Canaan Q1 revenue falls; crypto treasury near $148M

Canaan reported Q1 revenue of $62.7M, a net loss of $88.7M, and crypto holdings of 1,807.60 BTC and 3,951.53 ETH-about $148M at May 22 prices.

Canaan reported Q1 2026 revenue of $62.7 million and a net loss of $88.7 million. The company recorded a non-GAAP adjusted EBITDA loss of $76.3 million for the quarter. At March 31, Canaan held 1,807.60 BTC and 3,951.53 ETH in its crypto treasury; valuing those holdings at May 22 spot prices produces a spot estimate near $148 million.

Revenue fell sharply on a sequential basis. Total revenue declined from $196.3 million in Q4 2025 and from $82.8 million a year earlier. Product revenue, which primarily reflects ASIC miner shipments, dropped to $42.9 million from $164.9 million in the prior quarter. Mining revenue fell to $19.1 million from $30.4 million. The company said the product revenue decline reflected lower computing power sold and a reduced average selling price following a decline in Bitcoin prices. A large U.S. customer order in Q4 2025 amplified the sequential comparison.

The company’s reported net loss widened from $85.0 million in Q4 2025. Management provided Q2 revenue guidance in a range of $35 million to $45 million, below the Q1 total.

Canaan disclosed that it converted stablecoin proceeds from miner sales into Bitcoin earlier in the year and continued self-mining. The company reported adding 90 BTC from operations and 3 BTC from customer payments in April, bringing its balance to 1,826 BTC and 3,952 ETH as of April 30. Canaan noted that market value differs from accounting value and that receivables and liquidity constraints affect the ability to monetize holdings.

Industry measures showed an improvement in mining economics in early 2026, with average USD hashprice rising roughly 8.5% to about $34 per PH per day from recent lows. Despite price gains, marginal hashrate and machine utilization had not fully returned by April and May, and several operators delayed reactivating rigs after short-term price rebounds. Operator decisions continue to depend on power costs, network difficulty, rig efficiency and balance-sheet liquidity in addition to spot Bitcoin prices.

The company also reported activity outside ASIC sales. Canaan highlighted a Nordic hash-to-heat deployment and a stake in a West Texas project that links energy and compute infrastructure. The Q1 disclosures show Canaan selling mining machines, operating mining assets, holding a material crypto treasury and developing energy-linked infrastructure projects.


◆ BRIEF ◆
What lines in the records below hold the string "levels"? Please show them.

◆ LISTED ENTRIES ◆
*****

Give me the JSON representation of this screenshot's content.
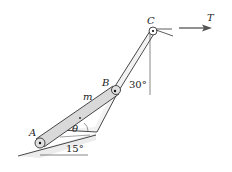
{
  "diagram": {
    "type": "mechanics-linkage",
    "points": {
      "A": {
        "label": "A"
      },
      "B": {
        "label": "B"
      },
      "C": {
        "label": "C"
      }
    },
    "labels": {
      "mass": "m",
      "theta": "θ",
      "angle_incline": "15°",
      "angle_vertical": "30°",
      "force": "T"
    },
    "colors": {
      "rod_fill": "#d9d9d9",
      "line": "#333333",
      "shadow": "#e6e6e6"
    }
  }
}
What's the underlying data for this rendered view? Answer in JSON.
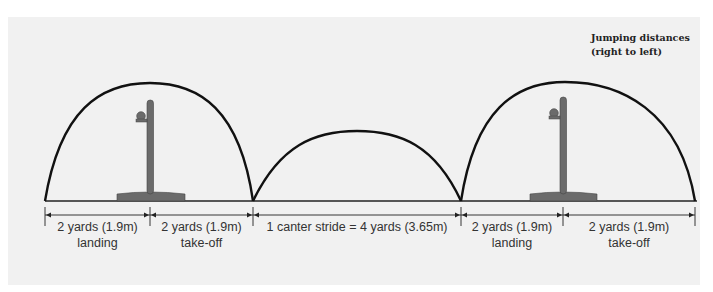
{
  "title": {
    "line1": "Jumping distances",
    "line2": "(right to left)"
  },
  "colors": {
    "panel": "#f1f1f1",
    "arc": "#111111",
    "post": "#6b6b6b",
    "text": "#333333"
  },
  "segments": [
    {
      "distance": "2 yards (1.9m)",
      "phase": "landing"
    },
    {
      "distance": "2 yards (1.9m)",
      "phase": "take-off"
    },
    {
      "distance": "1 canter stride = 4 yards (3.65m)",
      "phase": ""
    },
    {
      "distance": "2 yards (1.9m)",
      "phase": "landing"
    },
    {
      "distance": "2 yards (1.9m)",
      "phase": "take-off"
    }
  ],
  "elements": {
    "jumps": [
      "fence-post-1",
      "fence-post-2"
    ],
    "arcs": [
      "jump-arc-1",
      "canter-stride-arc",
      "jump-arc-2"
    ]
  }
}
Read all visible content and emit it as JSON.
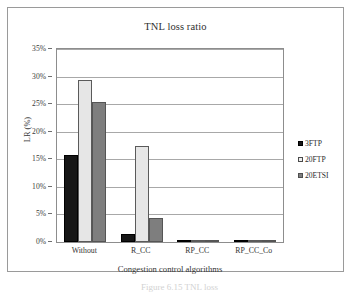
{
  "figure": {
    "caption": "Figure 6.15   TNL loss"
  },
  "chart_data": {
    "type": "bar",
    "title": "TNL loss ratio",
    "xlabel": "Congestion control algorithms",
    "ylabel": "LR (%)",
    "categories": [
      "Without",
      "R_CC",
      "RP_CC",
      "RP_CC_Co"
    ],
    "series": [
      {
        "name": "3FTP",
        "color": "#161616",
        "values": [
          15.7,
          1.4,
          0.15,
          0.1
        ]
      },
      {
        "name": "20FTP",
        "color": "#e6e6e6",
        "values": [
          29.3,
          17.4,
          0.05,
          0.05
        ]
      },
      {
        "name": "20ETSI",
        "color": "#7e7e7e",
        "values": [
          25.4,
          4.4,
          0.25,
          0.25
        ]
      }
    ],
    "ylim": [
      0,
      35
    ],
    "ytick_values": [
      0,
      5,
      10,
      15,
      20,
      25,
      30,
      35
    ],
    "ytick_labels": [
      "0%",
      "5%",
      "10%",
      "15%",
      "20%",
      "25%",
      "30%",
      "35%"
    ],
    "grid": "horizontal",
    "legend_position": "right"
  }
}
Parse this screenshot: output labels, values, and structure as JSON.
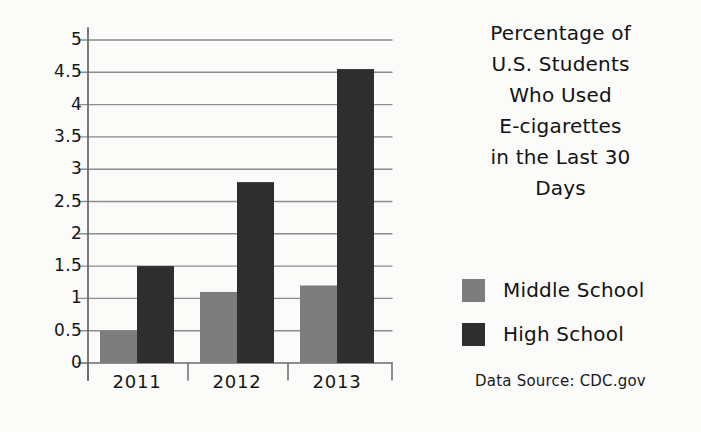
{
  "chart_data": {
    "type": "bar",
    "title_lines": [
      "Percentage of",
      "U.S. Students",
      "Who Used",
      "E-cigarettes",
      "in the Last 30",
      "Days"
    ],
    "categories": [
      "2011",
      "2012",
      "2013"
    ],
    "series": [
      {
        "name": "Middle School",
        "color": "#7d7d7d",
        "values": [
          0.5,
          1.1,
          1.2
        ]
      },
      {
        "name": "High School",
        "color": "#2e2e2e",
        "values": [
          1.5,
          2.8,
          4.55
        ]
      }
    ],
    "xlabel": "",
    "ylabel": "",
    "ylim": [
      0,
      5
    ],
    "ytick_values": [
      0,
      0.5,
      1,
      1.5,
      2,
      2.5,
      3,
      3.5,
      4,
      4.5,
      5
    ],
    "ytick_labels": [
      "0",
      "0.5",
      "1",
      "1.5",
      "2",
      "2.5",
      "3",
      "3.5",
      "4",
      "4.5",
      "5"
    ],
    "grid": true,
    "legend_position": "right",
    "source_note": "Data Source: CDC.gov"
  },
  "legend": {
    "entries": [
      {
        "label": "Middle School",
        "color": "#7d7d7d"
      },
      {
        "label": "High School",
        "color": "#2e2e2e"
      }
    ]
  },
  "footer": {
    "source": "Data Source: CDC.gov"
  },
  "colors": {
    "background": "#fbfbfa",
    "axis": "#6b6b6b",
    "grid": "#8c8c8c",
    "text": "#161616",
    "middle_school": "#7d7d7d",
    "high_school": "#2e2e2e"
  }
}
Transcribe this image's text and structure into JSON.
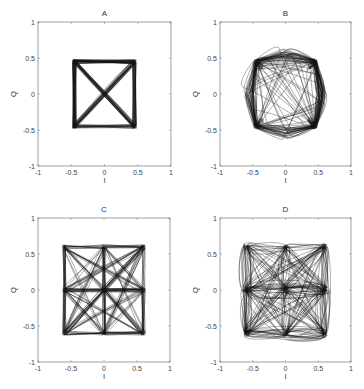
{
  "figure": {
    "panels": [
      "A",
      "B",
      "C",
      "D"
    ]
  },
  "chart_data": [
    {
      "type": "line",
      "title": "A",
      "xlabel": "I",
      "ylabel": "Q",
      "xlim": [
        -1,
        1
      ],
      "ylim": [
        -1,
        1
      ],
      "xticks": [
        -1,
        -0.5,
        0,
        0.5,
        1
      ],
      "yticks": [
        -1,
        -0.5,
        0,
        0.5,
        1
      ],
      "xtick_labels": [
        "-1",
        "-0.5",
        "0",
        "0.5",
        "1"
      ],
      "ytick_labels": [
        "-1",
        "-0.5",
        "0",
        "0.5",
        "1"
      ],
      "grid": false,
      "description": "QPSK I/Q trajectory: symbols at (±0.45, ±0.45), straight transitions including diagonals through origin",
      "constellation_points": [
        [
          -0.45,
          0.45
        ],
        [
          0.45,
          0.45
        ],
        [
          -0.45,
          -0.45
        ],
        [
          0.45,
          -0.45
        ]
      ],
      "trajectory_style": "straight"
    },
    {
      "type": "line",
      "title": "B",
      "xlabel": "I",
      "ylabel": "Q",
      "xlim": [
        -1,
        1
      ],
      "ylim": [
        -1,
        1
      ],
      "xticks": [
        -1,
        -0.5,
        0,
        0.5,
        1
      ],
      "yticks": [
        -1,
        -0.5,
        0,
        0.5,
        1
      ],
      "xtick_labels": [
        "-1",
        "-0.5",
        "0",
        "0.5",
        "1"
      ],
      "ytick_labels": [
        "-1",
        "-0.5",
        "0",
        "0.5",
        "1"
      ],
      "grid": false,
      "description": "Offset-QPSK I/Q trajectory: symbols at (±0.45, ±0.45), curved transitions avoiding origin (hole radius ~0.3)",
      "constellation_points": [
        [
          -0.45,
          0.45
        ],
        [
          0.45,
          0.45
        ],
        [
          -0.45,
          -0.45
        ],
        [
          0.45,
          -0.45
        ]
      ],
      "trajectory_style": "circular",
      "inner_radius": 0.3
    },
    {
      "type": "line",
      "title": "C",
      "xlabel": "I",
      "ylabel": "Q",
      "xlim": [
        -1,
        1
      ],
      "ylim": [
        -1,
        1
      ],
      "xticks": [
        -1,
        -0.5,
        0,
        0.5,
        1
      ],
      "yticks": [
        -1,
        -0.5,
        0,
        0.5,
        1
      ],
      "xtick_labels": [
        "-1",
        "-0.5",
        "0",
        "0.5",
        "1"
      ],
      "ytick_labels": [
        "-1",
        "-0.5",
        "0",
        "0.5",
        "1"
      ],
      "grid": false,
      "description": "9-point (3x3) constellation trajectory with levels {-0.6, 0, 0.6}, straight transitions",
      "constellation_points": [
        [
          -0.6,
          0.6
        ],
        [
          0,
          0.6
        ],
        [
          0.6,
          0.6
        ],
        [
          -0.6,
          0
        ],
        [
          0,
          0
        ],
        [
          0.6,
          0
        ],
        [
          -0.6,
          -0.6
        ],
        [
          0,
          -0.6
        ],
        [
          0.6,
          -0.6
        ]
      ],
      "trajectory_style": "straight"
    },
    {
      "type": "line",
      "title": "D",
      "xlabel": "I",
      "ylabel": "Q",
      "xlim": [
        -1,
        1
      ],
      "ylim": [
        -1,
        1
      ],
      "xticks": [
        -1,
        -0.5,
        0,
        0.5,
        1
      ],
      "yticks": [
        -1,
        -0.5,
        0,
        0.5,
        1
      ],
      "xtick_labels": [
        "-1",
        "-0.5",
        "0",
        "0.5",
        "1"
      ],
      "ytick_labels": [
        "-1",
        "-0.5",
        "0",
        "0.5",
        "1"
      ],
      "grid": false,
      "description": "9-point (3x3) constellation trajectory with levels {-0.6, 0, 0.6}, curved looping transitions leaving four empty quadrant holes",
      "constellation_points": [
        [
          -0.6,
          0.6
        ],
        [
          0,
          0.6
        ],
        [
          0.6,
          0.6
        ],
        [
          -0.6,
          0
        ],
        [
          0,
          0
        ],
        [
          0.6,
          0
        ],
        [
          -0.6,
          -0.6
        ],
        [
          0,
          -0.6
        ],
        [
          0.6,
          -0.6
        ]
      ],
      "trajectory_style": "curved"
    }
  ]
}
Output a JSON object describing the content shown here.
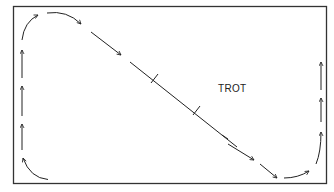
{
  "diagram": {
    "title_label": "TROT",
    "colors": {
      "line": "#222222",
      "border": "#333333",
      "background": "#ffffff"
    },
    "arena": {
      "x": 13,
      "y": 6,
      "width": 314,
      "height": 178
    }
  }
}
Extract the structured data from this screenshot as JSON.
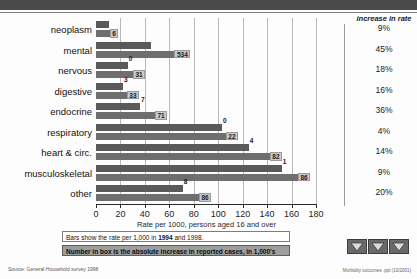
{
  "slide": {
    "filename_footer": "Morbidity outcomes .ppt (10/2001)",
    "source": "Source: General Household survey 1998"
  },
  "notes": {
    "note1_prefix": "Bars show the rate per 1,000 in ",
    "note1_year1": "1994",
    "note1_mid": " and ",
    "note1_year2": "1998",
    "note1_suffix": ".",
    "note2": "Number in box is the absolute increase in reported cases, in 1,000's"
  },
  "right_column": {
    "header": "increase in rate",
    "values": [
      "9%",
      "45%",
      "18%",
      "16%",
      "36%",
      "4%",
      "14%",
      "9%",
      "20%"
    ]
  },
  "nav": {
    "back_label": "back",
    "down_label": "down",
    "forward_label": "forward"
  },
  "chart_data": {
    "type": "bar",
    "title": "",
    "xlabel": "Rate per 1000, persons aged 16 and over",
    "ylabel": "",
    "xlim": [
      0,
      180
    ],
    "xticks": [
      "0",
      "20",
      "40",
      "60",
      "80",
      "100",
      "120",
      "140",
      "160",
      "180"
    ],
    "xtick_values": [
      0,
      20,
      40,
      60,
      80,
      100,
      120,
      140,
      160,
      180
    ],
    "grid": true,
    "legend": "none",
    "orientation": "horizontal",
    "categories": [
      "neoplasm",
      "mental",
      "nervous",
      "digestive",
      "endocrine",
      "respiratory",
      "heart & circ.",
      "musculoskeletal",
      "other"
    ],
    "series": [
      {
        "name": "1994",
        "values": [
          11,
          45,
          26,
          22,
          36,
          103,
          125,
          152,
          71
        ]
      },
      {
        "name": "1998",
        "values": [
          12,
          65,
          31,
          26,
          49,
          107,
          143,
          166,
          85
        ]
      }
    ],
    "box_labels": [
      "6",
      "534",
      "31",
      "33",
      "71",
      "22",
      "82",
      "86",
      "86"
    ],
    "plain_labels": [
      "",
      "",
      "0",
      "3",
      "7",
      "0",
      "4",
      "1",
      "8"
    ],
    "box_label_caption": "absolute increase in reported cases, in 1,000's"
  }
}
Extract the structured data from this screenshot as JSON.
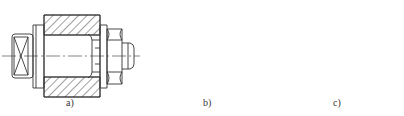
{
  "figure": {
    "type": "mechanical-section-drawing",
    "stroke_color": "#333333",
    "hatch_color": "#444444",
    "background": "#ffffff",
    "panels": [
      {
        "id": "a",
        "label": "a)",
        "description": "bushing with mandrel, collar and nut"
      },
      {
        "id": "b",
        "label": "b)",
        "description": "bushing with double-ended mandrel"
      },
      {
        "id": "c",
        "label": "c)",
        "description": "bushing with tapered mandrel"
      }
    ]
  }
}
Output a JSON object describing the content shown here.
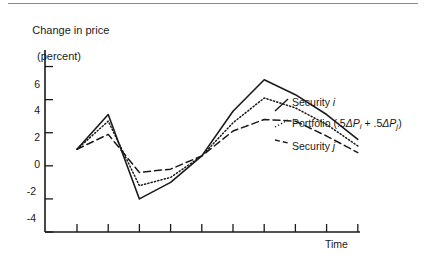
{
  "chart_data": {
    "type": "line",
    "title": "Change in price",
    "subtitle": "(percent)",
    "ylabel": "Change in price (percent)",
    "xlabel": "Time",
    "ylim": [
      -4,
      7
    ],
    "yticks": [
      6,
      4,
      2,
      0,
      -2,
      -4
    ],
    "ytick_labels": [
      "6",
      "4",
      "2",
      "0",
      "-2",
      "-4"
    ],
    "grid": false,
    "legend_position": "right-inline",
    "x": [
      1,
      2,
      3,
      4,
      5,
      6,
      7,
      8,
      9,
      10
    ],
    "xtick_count": 10,
    "xtick_labels": [],
    "series": [
      {
        "name": "Security i",
        "style": "solid",
        "values": [
          1.0,
          3.1,
          -2.0,
          -1.0,
          0.6,
          3.3,
          5.2,
          4.3,
          3.1,
          1.6
        ]
      },
      {
        "name": "Portfolio (.5ΔPi + .5ΔPj)",
        "style": "dotted",
        "values": [
          1.0,
          2.7,
          -1.2,
          -0.7,
          0.6,
          2.6,
          4.1,
          3.5,
          2.5,
          1.2
        ]
      },
      {
        "name": "Security j",
        "style": "dashed",
        "values": [
          1.0,
          1.9,
          -0.4,
          -0.2,
          0.6,
          2.1,
          2.8,
          2.7,
          1.8,
          0.8
        ]
      }
    ]
  },
  "axis": {
    "ytick_labels": [
      "6",
      "4",
      "2",
      "0",
      "-2",
      "-4"
    ],
    "xlabel": "Time"
  },
  "title": {
    "line1": "Change in price",
    "line2": "(percent)"
  },
  "legend": {
    "security_i": {
      "text": "Security ",
      "symbol": "i"
    },
    "portfolio": {
      "prefix": "Portfolio (.5",
      "delta1": "ΔP",
      "sub1": "i",
      "plus": "  +  .5",
      "delta2": "ΔP",
      "sub2": "j",
      "suffix": ")"
    },
    "security_j": {
      "text": "Security ",
      "symbol": "j"
    }
  },
  "colors": {
    "ink": "#1a1a1a",
    "rule": "#8a8a8a",
    "background": "#ffffff"
  }
}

*****

◆ COMPLETED EXERCISE ◆
      "description": "9-point (3x3) constellation trajectory with levels {-0.6, 0, 0.6}, straight transitions",
      "description": "9-point (3x3) constellation trajectory with levels {-0.6, 0, 0.6}, curved looping transitions leaving four empty quadrant holes",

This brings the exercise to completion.